Present and welcomed, I start my ritual. Walking the outer ring of stones singing my power song and rattling in reverent prayer, I feel higher and lighter with each cycle as I spiral toward the centre sunwise. Songs, which arise spontaneously from my lips, become mere whispers as I step inside the cairn and sit in its “nest.” Easy communing here. In a few moments, I am elated, bubbling over with laughter. The message is direct, clear and powerful. Laughing and crying with gratitude, I repeat over and over “I understand. I understand.” I feel utterly cared-for and loved, directed and encouraged.
Lying on my side in the central cairn my sobs and joyousness soon transform into perfect peace and complete humility. I hear laughing voices ripple up the hillside toward me, stone elementals chatter and in the distance, the cry of the red-tailed hawk, guardian of the sacred. All I am is a speck on the wind.
When I feel able, I slowly stand and carefully step out of the cairn. I circle the stones again, singing my power song and thanking the local spirits and the Creator for this day. I float back down the hill in a haze of mosquitoes, weeping, yet feeling ecstatic, utterly at home in myself and in the world.
I have visited Two Feathers Medicine Wheel three times and each time been given the gift of guidance and foresight.
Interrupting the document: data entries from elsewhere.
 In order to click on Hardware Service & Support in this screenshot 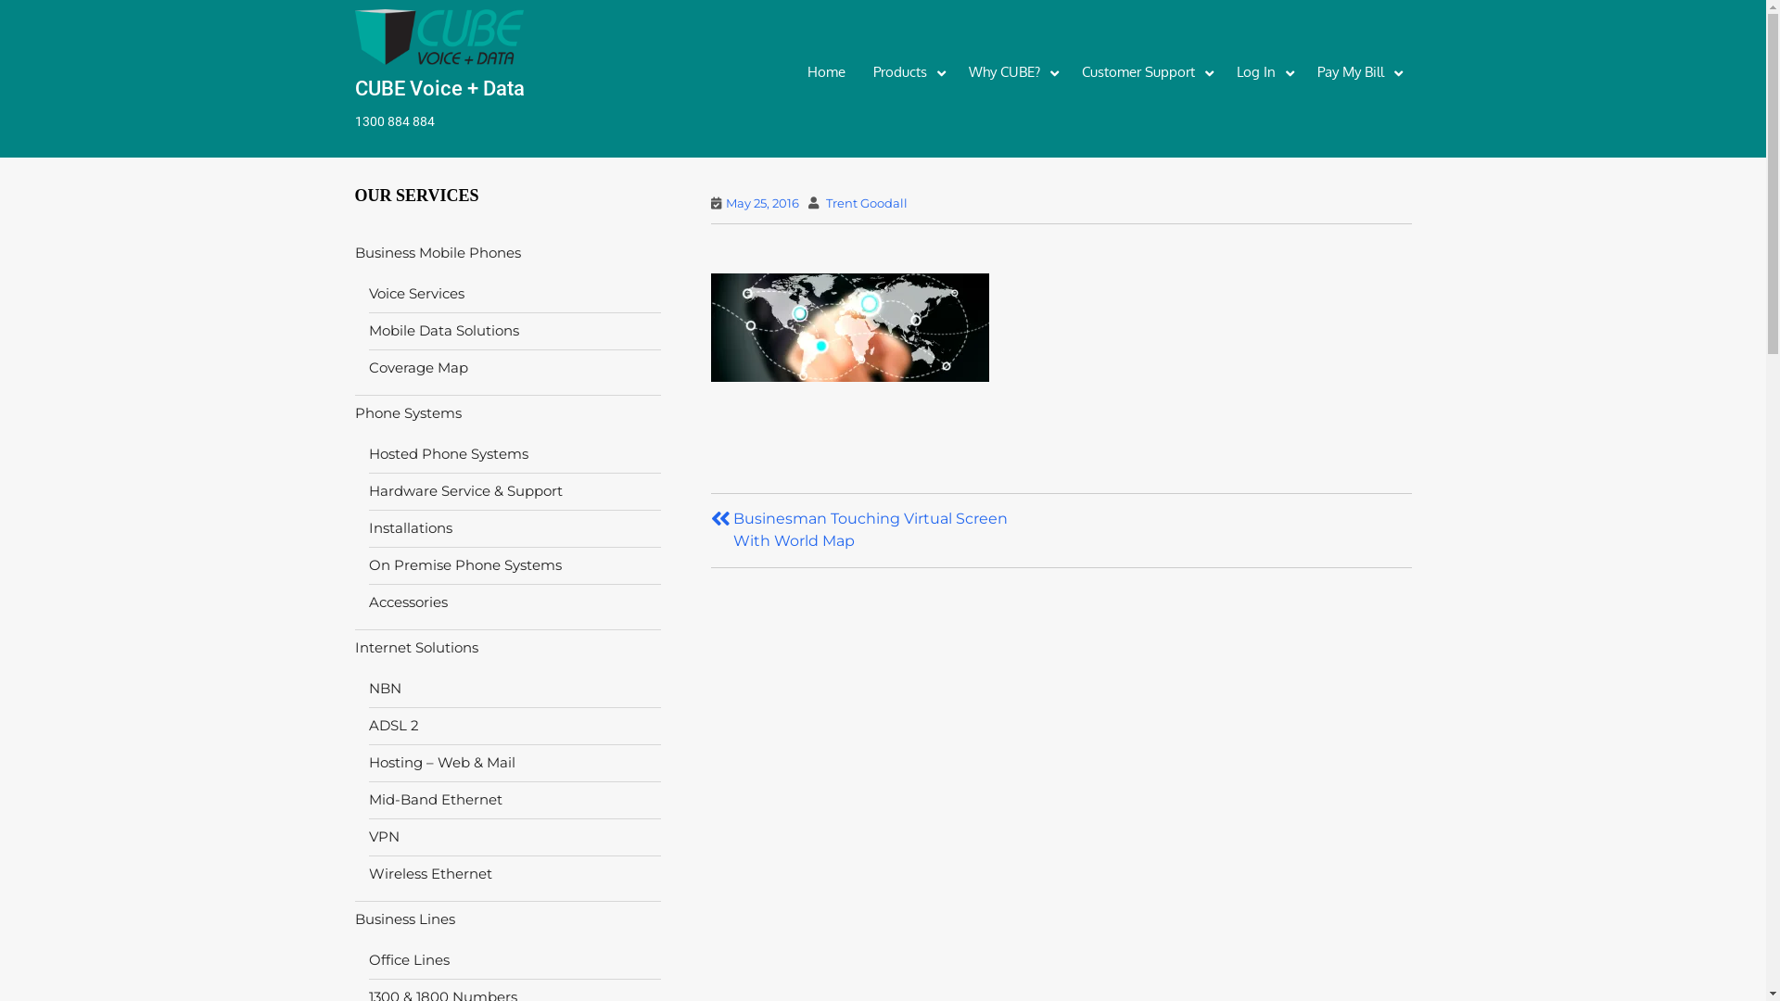, I will do `click(465, 491)`.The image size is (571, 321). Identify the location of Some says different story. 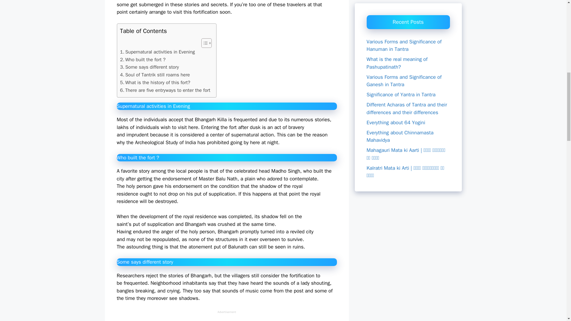
(149, 67).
Two quotes from my notes after the visit suggest its significance: I felt as if I was “entering the awe” and, later, “blissful to tears.” My intuition says this sacred place is over 2000 years old. Though no signs of recent medicine making were visible, the place resonates with wise and ancient wisdom, born from the shaman’s drum and the humility of the vision seeker, from the howl of the wolf and the shiver of the quail, from sun, moon, wind and Spirit.
DAY TRIPPING
RIDING MOUNTAIN NATIONAL PARK/MOUNTAIN ROAD
May to October 2010
Just a 45-minute drive from my hometown of Shoal Lake, Riding Mountain National Park, otherwise “The Park,” is familiar and comfortable. I worked in Clear Lake for a couple of summers in my youth; my parents had a trailer there for a while. It is part of my history.
This summer I drove through The Park five times, always north to south and always in the morning. Untainted and beautifully preserved, despite having about a dozen new hiking trails, The Park still offers a pristine landscape that teems with wildlife. On my drives, I spotted moose, deer, coyotes and, elk.
Grayling Lake in Riding Mountain National Park, summer 2009. One of the last pictures Linda took of me.
If you start it just as you enter The Park and drive the 80 kms an hour speed limit, the first Deep Forest CD lasts all the way through the drive and ends just as you leave.
South of The Park and just past Erickson is Mountain Road, Provincial Road 357, once renowned for Philip Ruh’s magnificent Catholic Church, which burned down some years back. The highway takes you across the rolling foothills of Riding Mountain then, step by step, delivers you off the Manitoba Escarpment back onto the floodplain at Highway #5. The descent clearly features the various beach ridges of Lake Agassiz as the lake filled and receded over millennia. Finally, the last mile is a glorious chute around a gentle bend that is a thrilling finale to the ride.